How does FRESH_WITHIN work?

FRESH_WITHIN is a modifier on the SET command that establishes a freshness contract. For example: SET user:123:balance <value> SLA FRESH_WITHIN 100ms REFRESH_FROM GET /api/users/123/balance. The engine schedules a proactive refresh before the 100ms window expires. If the refresh source is unreachable, an alert fires and the violation is logged. The cached value is never served past its contract without explicit acknowledgment.

Does it add latency to cache reads?

No. Reads are identical to any other cache GET — sub-microsecond, zero overhead. The freshness contract is enforced asynchronously by the engine's refresh scheduler. The scheduler runs a background timer per contracted key and triggers the refresh before the contract window expires. The only work is the background refresh itself, which happens entirely outside the read path.

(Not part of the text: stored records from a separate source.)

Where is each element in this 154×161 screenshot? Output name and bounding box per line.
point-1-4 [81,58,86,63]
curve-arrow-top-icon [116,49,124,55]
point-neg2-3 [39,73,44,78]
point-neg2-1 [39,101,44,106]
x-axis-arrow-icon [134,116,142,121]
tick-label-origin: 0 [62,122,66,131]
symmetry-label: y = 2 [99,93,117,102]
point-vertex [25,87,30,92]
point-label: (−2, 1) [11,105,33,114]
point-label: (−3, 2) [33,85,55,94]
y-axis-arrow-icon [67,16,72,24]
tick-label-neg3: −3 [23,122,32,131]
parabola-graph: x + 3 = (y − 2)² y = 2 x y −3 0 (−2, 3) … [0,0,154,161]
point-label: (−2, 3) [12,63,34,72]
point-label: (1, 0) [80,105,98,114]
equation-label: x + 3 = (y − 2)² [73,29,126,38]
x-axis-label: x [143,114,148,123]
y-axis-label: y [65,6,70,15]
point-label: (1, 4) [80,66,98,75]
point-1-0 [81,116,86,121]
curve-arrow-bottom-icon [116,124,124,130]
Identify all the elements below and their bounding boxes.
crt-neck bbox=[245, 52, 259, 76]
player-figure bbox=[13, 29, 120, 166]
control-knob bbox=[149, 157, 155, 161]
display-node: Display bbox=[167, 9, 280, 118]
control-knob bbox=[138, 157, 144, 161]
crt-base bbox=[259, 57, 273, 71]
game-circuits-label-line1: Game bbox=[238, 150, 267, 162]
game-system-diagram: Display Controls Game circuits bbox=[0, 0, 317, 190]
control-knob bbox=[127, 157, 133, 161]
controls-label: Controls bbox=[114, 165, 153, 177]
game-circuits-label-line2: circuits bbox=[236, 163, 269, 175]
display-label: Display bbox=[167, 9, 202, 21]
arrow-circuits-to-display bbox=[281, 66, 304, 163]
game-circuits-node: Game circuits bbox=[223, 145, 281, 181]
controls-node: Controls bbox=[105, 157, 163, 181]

How does it work with CDC auto-invalidation?

CDC and cache contracts are complementary. CDC invalidates keys when the source database changes (event-driven freshness). Cache contracts guarantee that even without a CDC event, the value will be refreshed within the contracted window (time-bound freshness). Together, they provide both reactive and proactive freshness. If CDC fires before the contract window, the value is already fresh. If CDC is delayed or the source is not a database, the contract catches it.

What compliance reports does it generate?

Cachee exposes per-key and per-prefix compliance metrics: contract compliance percentage, total violations, mean freshness age, p99 staleness, refresh success rate, and a full audit log of every refresh and violation event with timestamps. These metrics are available via the dashboard, the metrics API, and as exportable CSV/JSON reports suitable for SOC 2, FINRA, and HIPAA audits.

Stop Hoping Your Cache Is Fresh.
Enforce It. Prove It. Audit It.

Per-key freshness contracts. Proactive refresh. Compliance metrics. The cache SLA that regulated industries have been waiting for.